O’Mara: Silicon Valley’s politics are quite complicated. They are partly a reflection of northern California and Seattle, which are very liberal places. The other thing that is important to these companies is recruitment and retention. There is fierce competition for top-quality employees, many of whom care about LGBT issues. They want to know if a company marches in the Gay Pride parade, what sort of maternity and paternity leave it has, and if it is ‘making the world a better place’.

The amount of employee pushback and anger that we’ve seen in the past couple of years has been unprecedented. I have never seen white-collar workers stand up and complain to this degree. In part, this is because, in most industries, when you don’t like an employer you leave for another company. But the largest companies in tech all having something that might be compromising, that goes against their ‘Don’t Be Evil’ image – which is the old slogan of Google.

Google actually has the most severe problems. In part, because it has really tried to build a whole culture around its ‘Don’t Be Evil’ image. Workers came to Google for that culture. And then they find out that Google is involved in building drones for the military or is paying off sexual harassers, and so on.

The leaders of the tech firms, on the other hand, are trying to tread an apolitical, neutral line, but are doing so very, very clumsily. Their personal politics – for many of them – lean Democrat or lean in a more liberal direction. But when conservatives have chastised them for seeming to be biased against conservatives, they have really jumped a little too high and have overcompensated.
Like all CEOs of global companies, they are trying to make sure that whoever is in power is on their side.

For instance, Donald Trump’s vendetta against Amazon CEO Jeff Bezos is starting to have an effect. Microsoft was recently awarded an incredibly lucrative Pentagon contract when Amazon was the presumed front-runner. We don’t know what the decision tree was – who knows what is going to spill out of the White House. Whether or not there was a connection to Trump in that case, people are starting to think that if you get on the bad side of the White House that could have an impact on your business.
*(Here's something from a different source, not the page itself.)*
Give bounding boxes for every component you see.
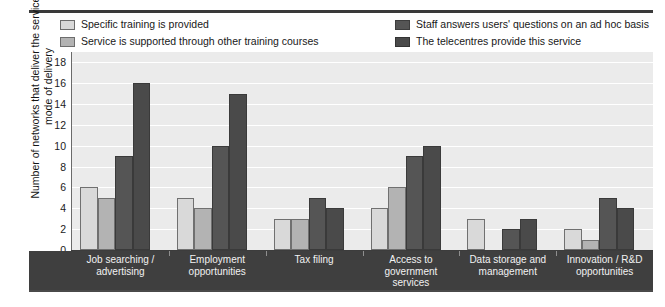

spiked: Has Big Tech helped make working conditions more insecure, especially with the rise of the gig economy?

O’Mara: This is the manifestation of some very long-term trends. The public likes to think tech is more different than it actually is. Even the companies that present themselves as iconoclastic and counter-cultural – Apple being Exhibit A – are just like conventional corporations in many ways.

Historian Louis Hyman has argued quite compellingly that the American economy has been veering towards temporary and gig labour for both white-collar and blue-collar work for quite some time. This is part of a bigger story of the restructuring of American capitalism since the 1970s, in which the old models of secure lifetime employment, unionised work and benefits worked very well. The 25 years that followed the Second World War were pretty darn terrific for the United States, in part because all of its major industrial competitors – including Britain – were literally in rubble. When Japan and Germany managed to rebuild themselves, they started eating America’s lunch.

We had this golden moment in which business was doing well and employees were doing well. But when that started falling apart, American employers started figuring out ways to cut costs. By the time we get to today, we have these software platforms that have made it remarkably easy to have an incredibly flexible workforce. This has arrived at a time when many workers’ jobs are already precarious and temporary, which means that taking on extra gigs as an Uber or Lyft driver starts making sense for people. So the software has arrived at a point where the labour market is very well primed for it.

Margaret O’Mara was talking to Fraser Myers.

Picture by: Jim Garner.

To enquire about republishing spiked’s content, a right to reply or to request a correction, please contact the managing editor, Viv Regan.